For the Suns, the strategy has paid off. The team’s database of Millennial-aged fans has risen significantly. “We have grown our database [from Student Pass] from 5,000 to 10,000 people in the last year. We have a goal of getting it to 20,000,” Rowley noted.

The significant growth of Millennial interaction that the Suns have experienced comes as no surprise to Experience. According to the company, the median age of people using Pass One products to purchase tickets is 26-years-old. For Experience, Pass One reaching that age group means that the product met the goal it was created for.

“We created this product to help our clients engage with the next generation of fans. These are people between the ages of 18-to-34-years old. They’re getting their first jobs and building their discretionary income. We thought about their lifestyles and realized they’re looking for flexibility, control and access. Offering these fans a standby ticket meets all of those ends,” said Experience’s president, Ben Ackerman.

For Ackerman and Experience, the standby ticketing experiment paid off. “We didn’t know if people would do this. We had to create a differentiated product. Teams couldn’t just sell what they already had to these consumers. When we started seeing results and responses from fans once the product was created, we realized that it was hitting the demographic that our clients wanted,” Ackerman noted.

Today, over 50 clients across professional and college sports utilize Experience’s standby ticketing product. Notably, while the product was initially created for teams to target Millennials, some teams utilize it to reach their entire fan base.

“For years, we’ve sold $15 day of game tickets to ensure that all fans have the opportunity to purchase tickets to a Nashville Predators game for a low price. Over time, we transitioned the initiative away from the box office and began selling day of game tickets online. However, ticket brokers would buy up all of the cheap tickets and would re-sell them at a higher price. We started this initiative to ensure that fans could purchase affordable tickets, so the purpose was defeated when people took advantage of the initiative and sold them at a higher price,” Nashville Predators director of business strategy, Jordan Kolosey said.

Moving its day of game ticket sales onto Experience’s platform reduced the infiltration of ticket brokers purchasing the Predators’ affordable tickets. Kolosey notes that, “the response has been through the roof,” with “tickets going clean faster than ever before.”

While reaching Millennials wasn’t a main goal of the Predators’ use of the product, the team recognized that by offering standby ticketing, it is experiencing greater interaction with Millennials.

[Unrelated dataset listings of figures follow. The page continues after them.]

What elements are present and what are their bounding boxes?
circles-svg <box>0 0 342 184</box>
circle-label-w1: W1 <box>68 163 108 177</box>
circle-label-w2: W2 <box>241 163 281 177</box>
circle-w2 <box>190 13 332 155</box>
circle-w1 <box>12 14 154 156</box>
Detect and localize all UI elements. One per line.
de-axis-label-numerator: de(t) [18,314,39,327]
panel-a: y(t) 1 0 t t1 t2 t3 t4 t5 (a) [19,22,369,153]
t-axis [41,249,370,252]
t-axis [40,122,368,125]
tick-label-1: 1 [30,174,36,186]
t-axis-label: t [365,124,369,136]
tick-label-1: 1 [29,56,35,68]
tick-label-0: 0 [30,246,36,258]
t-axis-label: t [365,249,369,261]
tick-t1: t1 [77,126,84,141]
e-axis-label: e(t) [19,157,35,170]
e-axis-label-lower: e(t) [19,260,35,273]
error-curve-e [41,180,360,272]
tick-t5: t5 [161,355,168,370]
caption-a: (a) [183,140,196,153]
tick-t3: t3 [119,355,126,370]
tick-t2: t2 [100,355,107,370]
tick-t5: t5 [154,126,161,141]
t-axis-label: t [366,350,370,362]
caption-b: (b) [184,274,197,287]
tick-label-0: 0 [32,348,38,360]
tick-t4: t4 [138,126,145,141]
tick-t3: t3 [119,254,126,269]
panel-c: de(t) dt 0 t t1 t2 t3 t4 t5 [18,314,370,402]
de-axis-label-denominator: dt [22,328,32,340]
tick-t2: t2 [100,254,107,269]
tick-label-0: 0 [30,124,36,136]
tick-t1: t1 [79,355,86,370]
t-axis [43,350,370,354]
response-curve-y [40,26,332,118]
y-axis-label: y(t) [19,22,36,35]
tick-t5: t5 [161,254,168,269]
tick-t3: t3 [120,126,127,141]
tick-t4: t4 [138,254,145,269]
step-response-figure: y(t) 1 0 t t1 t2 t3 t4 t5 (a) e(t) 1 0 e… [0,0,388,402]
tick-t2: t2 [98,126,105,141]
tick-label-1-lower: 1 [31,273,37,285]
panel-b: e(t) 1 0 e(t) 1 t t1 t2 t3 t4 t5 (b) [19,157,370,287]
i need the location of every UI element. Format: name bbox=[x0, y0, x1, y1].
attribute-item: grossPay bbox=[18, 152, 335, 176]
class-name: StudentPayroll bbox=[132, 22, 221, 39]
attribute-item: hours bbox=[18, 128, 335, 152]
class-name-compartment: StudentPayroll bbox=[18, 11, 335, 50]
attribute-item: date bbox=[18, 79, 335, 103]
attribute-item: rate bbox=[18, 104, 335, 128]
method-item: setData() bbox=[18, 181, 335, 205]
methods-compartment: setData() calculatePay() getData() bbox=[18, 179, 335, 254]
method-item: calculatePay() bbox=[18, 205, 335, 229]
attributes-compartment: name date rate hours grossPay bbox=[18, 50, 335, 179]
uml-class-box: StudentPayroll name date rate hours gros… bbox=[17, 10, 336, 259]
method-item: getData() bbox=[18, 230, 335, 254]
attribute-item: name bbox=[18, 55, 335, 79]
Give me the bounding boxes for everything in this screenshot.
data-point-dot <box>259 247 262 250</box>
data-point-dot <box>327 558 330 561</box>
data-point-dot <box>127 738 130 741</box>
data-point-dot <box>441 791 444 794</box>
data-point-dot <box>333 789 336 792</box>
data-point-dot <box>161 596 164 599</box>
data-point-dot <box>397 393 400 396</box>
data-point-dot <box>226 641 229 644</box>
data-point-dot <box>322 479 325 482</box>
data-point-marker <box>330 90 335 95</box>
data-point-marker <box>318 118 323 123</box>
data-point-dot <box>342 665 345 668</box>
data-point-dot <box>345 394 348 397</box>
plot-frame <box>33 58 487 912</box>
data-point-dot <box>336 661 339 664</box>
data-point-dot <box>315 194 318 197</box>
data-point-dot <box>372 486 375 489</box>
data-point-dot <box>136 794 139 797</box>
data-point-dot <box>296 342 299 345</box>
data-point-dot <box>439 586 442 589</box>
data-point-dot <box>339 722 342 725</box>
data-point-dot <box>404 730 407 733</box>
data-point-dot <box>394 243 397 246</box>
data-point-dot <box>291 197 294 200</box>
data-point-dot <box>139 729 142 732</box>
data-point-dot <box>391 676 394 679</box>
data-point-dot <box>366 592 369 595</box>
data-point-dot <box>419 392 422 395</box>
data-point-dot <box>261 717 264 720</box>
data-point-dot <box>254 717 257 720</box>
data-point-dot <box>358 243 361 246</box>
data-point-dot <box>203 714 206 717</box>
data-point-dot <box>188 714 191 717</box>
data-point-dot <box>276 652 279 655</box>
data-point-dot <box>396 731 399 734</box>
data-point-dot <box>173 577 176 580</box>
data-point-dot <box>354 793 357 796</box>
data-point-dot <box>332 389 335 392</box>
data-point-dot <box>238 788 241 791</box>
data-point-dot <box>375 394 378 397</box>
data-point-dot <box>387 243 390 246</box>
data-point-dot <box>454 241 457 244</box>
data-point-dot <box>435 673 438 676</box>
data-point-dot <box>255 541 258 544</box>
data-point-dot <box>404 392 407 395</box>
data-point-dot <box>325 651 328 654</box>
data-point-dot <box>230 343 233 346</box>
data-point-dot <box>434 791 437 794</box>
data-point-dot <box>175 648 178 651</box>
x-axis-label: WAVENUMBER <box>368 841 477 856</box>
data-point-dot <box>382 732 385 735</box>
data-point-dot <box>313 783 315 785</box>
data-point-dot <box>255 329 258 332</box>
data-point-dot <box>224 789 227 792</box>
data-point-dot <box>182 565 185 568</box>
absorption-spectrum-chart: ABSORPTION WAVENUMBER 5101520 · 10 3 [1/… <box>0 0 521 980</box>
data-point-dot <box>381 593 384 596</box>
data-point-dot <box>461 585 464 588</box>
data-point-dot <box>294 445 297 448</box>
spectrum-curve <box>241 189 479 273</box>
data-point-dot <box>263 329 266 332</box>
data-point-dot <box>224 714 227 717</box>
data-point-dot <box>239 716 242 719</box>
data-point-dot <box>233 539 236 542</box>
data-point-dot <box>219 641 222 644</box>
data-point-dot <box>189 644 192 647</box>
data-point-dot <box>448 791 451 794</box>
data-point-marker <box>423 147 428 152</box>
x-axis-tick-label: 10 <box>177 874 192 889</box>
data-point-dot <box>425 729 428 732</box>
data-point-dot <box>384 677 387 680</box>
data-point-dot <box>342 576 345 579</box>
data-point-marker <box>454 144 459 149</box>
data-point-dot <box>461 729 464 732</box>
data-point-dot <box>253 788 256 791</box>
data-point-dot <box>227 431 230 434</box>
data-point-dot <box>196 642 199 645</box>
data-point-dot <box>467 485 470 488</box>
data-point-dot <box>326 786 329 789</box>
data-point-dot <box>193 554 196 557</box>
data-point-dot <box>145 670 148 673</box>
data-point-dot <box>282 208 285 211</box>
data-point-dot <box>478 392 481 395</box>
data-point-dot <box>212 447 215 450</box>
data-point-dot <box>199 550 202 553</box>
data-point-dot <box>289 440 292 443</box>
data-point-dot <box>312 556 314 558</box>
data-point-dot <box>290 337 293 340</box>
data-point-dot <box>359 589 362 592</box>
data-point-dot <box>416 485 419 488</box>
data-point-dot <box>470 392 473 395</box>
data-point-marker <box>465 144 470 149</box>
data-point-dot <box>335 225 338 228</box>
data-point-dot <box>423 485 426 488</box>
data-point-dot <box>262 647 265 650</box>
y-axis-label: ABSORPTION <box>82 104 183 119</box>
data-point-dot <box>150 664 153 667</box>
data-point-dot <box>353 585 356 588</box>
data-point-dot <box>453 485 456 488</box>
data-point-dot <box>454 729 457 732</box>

“Reaching Millennials is a byproduct of using this technology, because Millennials tend to be more familiar with technology. Teams are trying to get their fans to download their apps. Now, fans have a great reason to download our app, as there is a very highly perceived value in our app for our fans. Downloads of our app have increased between 5-to-10-percent as a result of our using Experience’s Pass,” Kolosey explained.

More than ever, smartphone technology is driving how teams interact with Millennial fans. Identifying innovative engagement tools is one way that teams can ensure that Millennial fans continue checking their smartphones to see what their favorite team is up to or offering.

Alicia Jessop is an attorney licensed in California and Colorado who focuses on Sport Law. A professor at the University of Miami, Jessop teaches Sport Law, Sport Governance and Globalization of Sport. In 2011, Jessop founded the Sport Law website, RulingSports.com. Since then, she has been a contributor to Forbes.com and currently writes for The Huffington Post and CNBC.